How Will You Measure Your Life?
I have just finished reading this inspirational little book by the late Clayton Christensen. In 2010 Christensen gave a speech to HBS’s graduating class where he used his research and thinking about business to lay out guidelines for meaning and happiness in our personal and family lives. The book: How Will You Measure Your Life? builds on his original talk and, in collaboration with James Allworth and Karen Dillon, presents a series of parallels between struggles and successes in business and ways we might use these known outcomes to teach us ways to live.

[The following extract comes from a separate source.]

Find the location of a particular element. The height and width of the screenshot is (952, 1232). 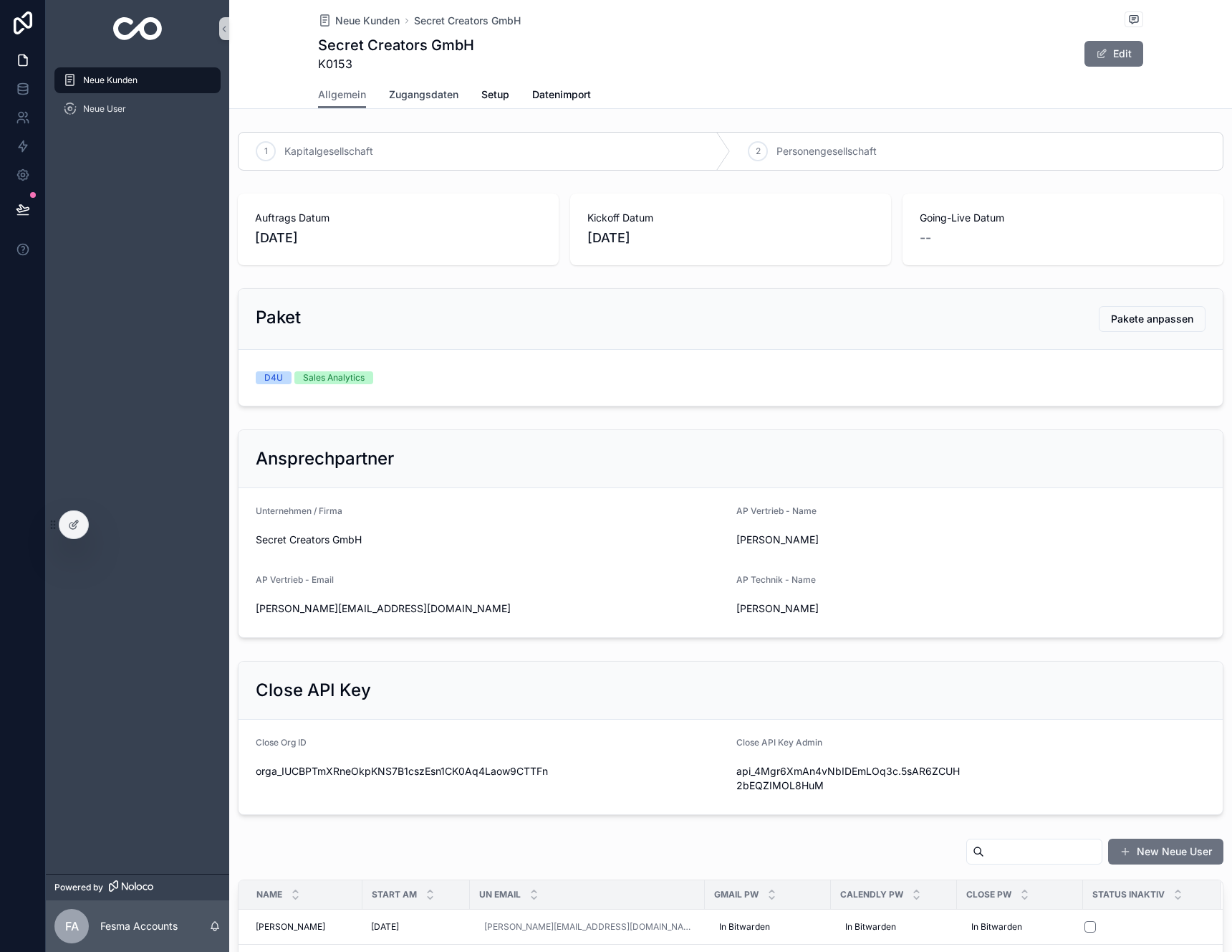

As I write these Words of Wisdom and think out loud about how we use our wisdom to lead smarter, and I hope more fulfilled, lives, two facts are known to me that were not present at the time Christensen and his colleagues wrote this book (Copyright 2012). 1. Sadly, Christensen died on January 23, 2020; 2. Covid-19 and all of its accompanying complexities are present in our lives. Reading the book with this background, Christensen’s prose made even more powerful statements about how we might choose to work and live. If we are in the privileged position of being able to be in control of that choice (and not everyone is), I believe it is our number one priority to exercise it, and perhaps to model for others how life can be led smartly and successfully.
I want to focus on Chapter 7 in Christensen’s book, entitled “Sailing Your Kids on Theseus’s Ship.” The chapter begins with an account of the success and demise of Dell and ends with a brief description of the ship in the chapter’s title, a ship kept in the harbor of Athens. Plutarch tells the story of how the Athenians kept the ship alive by continually replacing its parts, as they became worn, as a perpetual tribute to Theseus.
Dell, a computer manufacturing company enjoyed enormous success in the early 1990s by employing a disruptive business model. Low price computers (sold by mail or over the Web); modular products (allowing customers to choose what they wanted); and third, efficient use of capital creating more sales and profits per dollar of its assets. Dell’s partnership with Asus, a Taiwan-based company, allowed Dell to succeed in these ways. Over time, Asus proposed different ways in which it could help Dell achieve their goals more efficiently and cost-effectively. Dell said yes to each proposal until in fact Asus could build the whole computer and have their own distribution-systems. You might know the rest of the story.
In connecting this account to our own lives, Christensen outlines our need “to understand what capabilities are, and which of them will be critical for the future….” Jumping to my interpretation of Christensen’s cautionary tale, I think of the skills and capacities that are unique to your institution, your business, that which you are uniquely good at, that which makes you successful. A smart leader absolutely knows what these capabilities are, how to inculcate them within the organization and how to ensure they are learned and improved upon. That same leader has their eye on the future, always.
A theme developed in this chapter and throughout the book relates to how we might raise or teach children; what we actually need them to know how to do and not have done for them. This approach is surely key to your team, your employees: know your unique purpose, understand your capabilities and build upon these foundations. Christensen goes on, in the next chapter, to highlight what he calls “The School of Experience.” He urges us to place importance on the role of lived experience in our hiring and talent management.
Oh, the relevance of the ship in the harbor of Athens in ancient times? Apparently so many parts ultimately became replaced that the question was: Is this still Theseus’s ship? If values and priorities are gained too substantially from other people, asks Christensen, are you outsourcing too much and losing your core ideas?
And now that I have read this inspirational little volume, I am ready for Christensen’s seminal volume: The Innovator’s Dilemma.